In the past, nominally left parties would be expected to benefit from a social crisis such as that which is gripping Germany, including the explosive growth of low-wage jobs, the rise of poverty and homelessness, the lack of affordable housing, the catastrophic conditions in the schools and hospitals, and the growing danger of war. But neither the SPD nor the Left Party are capable of making a social appeal to voters.
The SPD is politically bankrupt and reviled. Having imposed the Hartz laws, tax cuts for big business and the rich, and an increase in the retirement age to 67, the SPD bears chief responsibility for the outrageous levels of social inequality.

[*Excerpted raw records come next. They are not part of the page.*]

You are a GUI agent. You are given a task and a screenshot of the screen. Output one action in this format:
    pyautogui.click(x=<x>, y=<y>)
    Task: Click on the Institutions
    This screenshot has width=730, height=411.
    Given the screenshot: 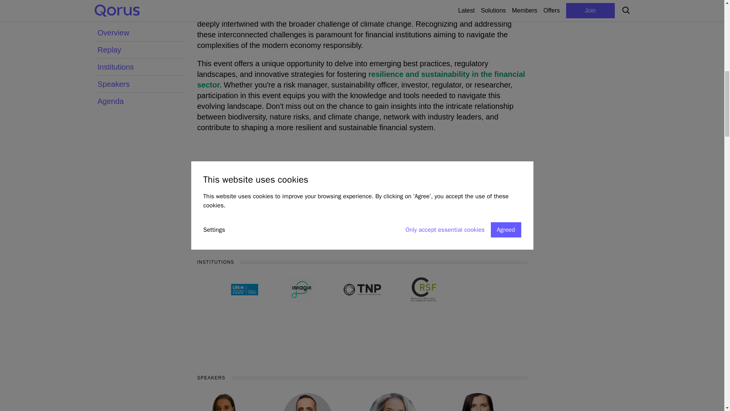 What is the action you would take?
    pyautogui.click(x=139, y=4)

An even more abject role is played by the Left Party. Workers long ago stopped taking its combination of left phrases and right-wing policies seriously. The Left Party’s main task consists in blocking a movement of workers to the left. In eastern Germany, where the Left Party long dominated, the AfD finished in second place behind the CDU. There, the far-right party won 22 percent of the vote. The AfD even managed to take first place among men, with 27 percent of the male vote.
The ruling elite came to terms with the AfD even before the votes had been counted. It is only a matter of time before it integrates the right-wing extremist party into government.
CSU leader Horst Seehofer declared that the AfD won votes because the CDU and CSU “left open their right flank.” He pledged that they would change this in the future and take a “clear stand.”
The historian Michael Wolffsohn rejected describing the AfD as “Nazis.” It is, he said, a reaction to “major social problems” such as the flood of refugees, for which the other parties have no answers. Political scientist Jürgen Falter warned against overdramatising the AfD’s entry into parliament. Far from being a “cause for concern,” it represented “a normalisation of German politics after our history.”
The established parties’ horror at the AfD’s right-wing extremist policies was hypocritical from the outset. This is shown by the case of Jörg Baberowski. The professor at Berlin’s Humboldt University, who cleared the way for the AfD with his agitation against refugees and his downplaying of the crimes of the Nazi regime, received unanimous backing from the established parties and the media when the Sozialistische Gleichheitspartei (SGP—Socialist Equality Party) publicly criticised him. The SPD, whose leading member Sabine Kunst is the president of Humboldt University, and the Left Party played a prominent role in the defence of Baberowski. Even when a court confirmed that Baberowski could be described as a right-wing extremist, they continued to support him.
The AfD’s rise is the result of the rightward shift of the entire ruling class, which is responding to the global capitalist crisis and the growth of internal and external tensions by returning to its most despicable traditions. In the 1930s, business associations, the military, bourgeois politicians and academics reacted to the intensification of the class struggle by backing Hitler and supporting his appointment as chancellor.
This must be taken by the working class as a serious warning. None of the establishment parties, least of all the SPD and Left Party, are willing or able to stand up to the right-wing extremists.
Similar developments are taking place in other European countries. In France, the right-wing extremist candidate for the National Front, Marine Le Pen, made it to the second round of the presidential election. In Austria, the participation of the far-right Freedom Party (FPÖ) in government following elections in October is seen as all but certain. The social democrats as well as the conservatives are ready to form a coalition with it.
The Sozialistische Gleichheitspartei is the only party that stood in the federal election on a left-wing and socialist platform. “With their right-wing policies, the SPD, the Left Party and the Greens facilitate the growth of the far-right Alternative for Germany (AfD),” the SGP’s election statement declared. “This right-wing extremist party can pose as an opposition force only because none of the establishment ‘left’ parties oppose the ruling class with a socialist perspective.”